California cities are rapidly shifting from at-large to district-based city council election systems, according to a report released by CMC’s Rose Institute of State and Local Government.
The report, Mapping the Revolution in California City Council Election Systems, shows how this shift has been driven by the California Voting Rights Act of 2002 (CVRA), which was designed to empower Latinos and other minority groups to challenge at-large election systems that may dilute their voting strength.
Prior to adoption of the CVRA, only 29 cities in California (6.0%) used district-based elections; now 216 of the state’s 483 incorporated cities (44.7%) do.
The CVRA has sparked legal challenges that have prompted cities to adopt district-based election systems. Some cities have been forced to make the change after losing lawsuits, while many others have preemptively switched to avoid litigation. Notably, no city has ever won a CVRA lawsuit.
This trend toward district-based elections has accelerated, with the number of California cities adopting district elections nearly quadrupling between 2016 and 2024.
“It took some time for the CVRA to kick in, but it has now fundamentally changed local elections in California as nearly half the cities in the state have adopted district-based systems,” said Professor Ken Miller, Rose Institute Director.
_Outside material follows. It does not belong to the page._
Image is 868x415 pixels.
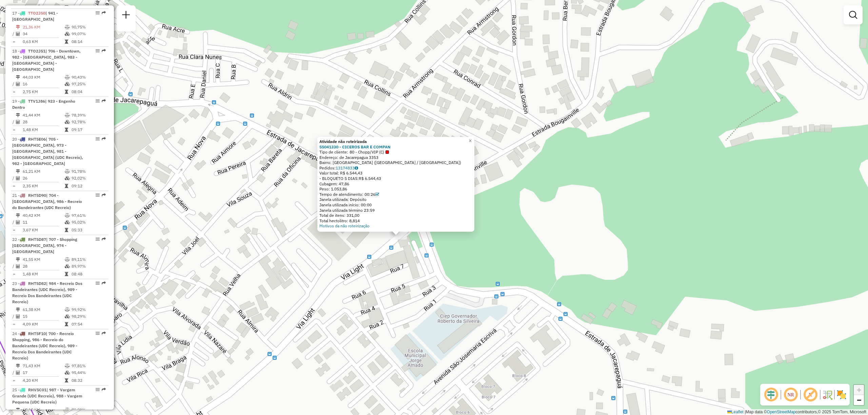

The report explores the geographic and demographic patterns of this shift, revealing that larger cities are more likely to adopt district-based systems. For instance, 90.9% of very large cities (population over 200,000) and 75.0% of large cities (population 75,001-200,000) now use district-based elections. In contrast, smaller cities have been slower to make the transition, with only 22.6% of cities with populations under 35,000 adopting the system.
The report does not evaluate the impact of district-based elections on governance or political representation but provides a detailed, data-driven look at the pace and distribution of these electoral changes.
The report was co-authored by Rose Institute students Pieter van Wingerden ’24 and Aria Fafat ’27, with research support from Nikhil Agarwal ’24, George Ashford ’25, Audrey Donahue ’25, Andrew Cheung ’28, Olivia Frakt SCR ’27, and Keith Maben ’28.